Civil Records, Protestant Records

A marriage certificate (John Delaney and Emma Dean)

As noted in the previous entry, John Delaney and Emma Dean were married at Salford, England on 16 January 1886; a year and a half later, their Protestant marriage was blessed by a Catholic priest at Notre Dame de Grâce, Hull (Ottawa County, Québec, Canada).

From the GRO (General Register Office), here is a copy of the civil registration of their marriage, which was solemnized at an Anglican church: St. Bartholomew’s, Salford:

Marriage of John Delaney and Sarah Emma Dean, 16 Jan 1886
Obituary for (Michael) John Delaney, Ottawa Citizen, 22 December 1931

Note that John Delaney’s address is given as “Salford Barracks,” and his occupation as “Musician 80th Foot.” This is the same regiment (80th Foot) in which his father Michael Delaney had served, though Michael Delaney was an army pensioner by 1881, and by 1883 he and his wife Mary Ashbury had emigrated to Canada (John Delaney, with his wife Emma Dean, would follow his parents to Canada by the summer of 1887).

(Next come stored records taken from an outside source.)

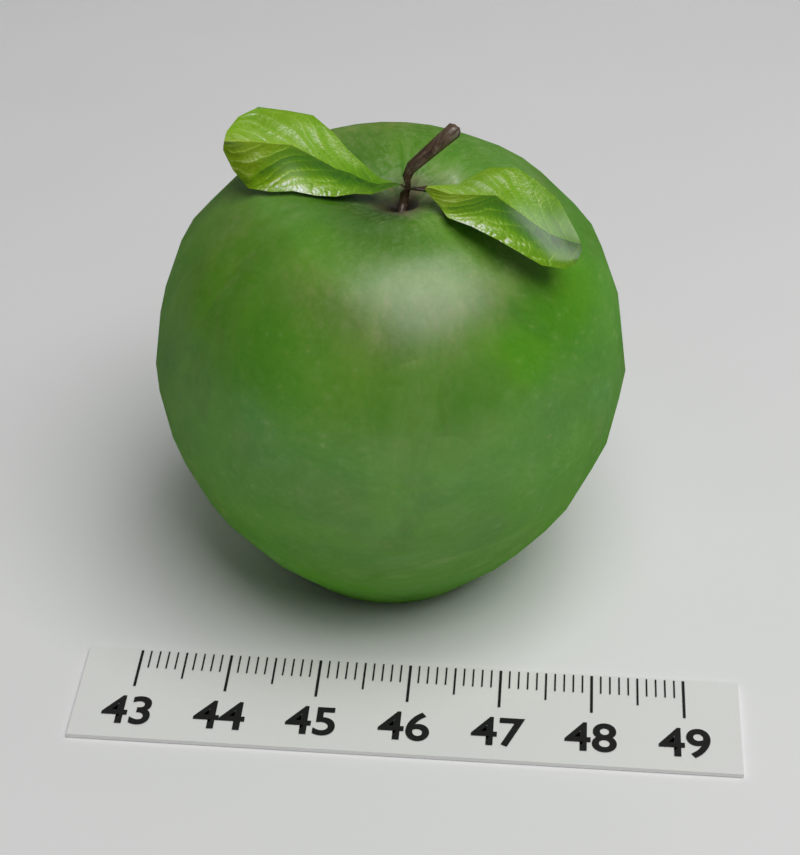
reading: 48.2 (no unit)
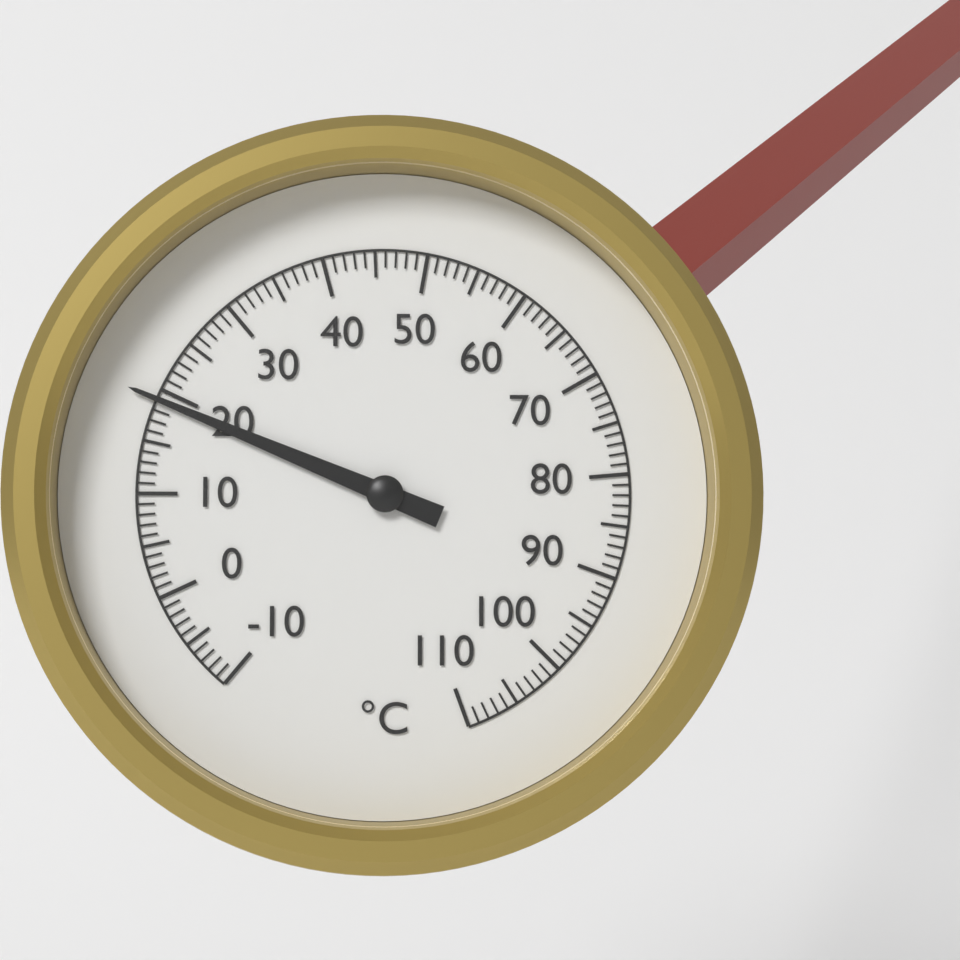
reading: 19 °C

John Delaney’s military career began at a (by today’s standards) shockingly early age. His obituary (Ottawa Citizen, 22 Dec 1931) records that he was a drummer in the [Anglo-]Zulu War. He would have been about 13 years old at the time1: a drummer boy. He appears to have fudged his birth year by a couple of years for his Salford marriage (where he is listed as age 21, when he was in fact 19 years of age: perhaps he had already added a couple of years to his age in order to serve in the 80th Foot Regiment in 1880? he should have been 14 years old in 1880 in order to serve, but given his birth date, he clearly wasn’t), but in August 1887 Rev. Father M.E. Harnois of Notre Dame de Grâce accurately listed John Delaney as fils mineur (minor son, i.e., not yet 21 years of age) of Michael Delaney and Mary Ashberry [Ashbury].

It is highly unusual to have a civil registration of an Anglican marriage in England followed by a Catholic blessing of said marriage in the province of Quebec, Canada. My guess (pure speculation here, admittedly) is that John Delaney’s Irish Catholic parents (and probably especially his mother) were in fits that their son had placed his immortal soul in peril, and somebody (again, probably his mother) had lobbied the local parish priest to fix things, to put the fix in.

  1. John (Michael John) Delaney was born 12 August 1867 at Port Louis, Mauritius; the Anglo-Zulu War began 22 January 1879. According to his obituary, John Delaney served as a drummer in 1880.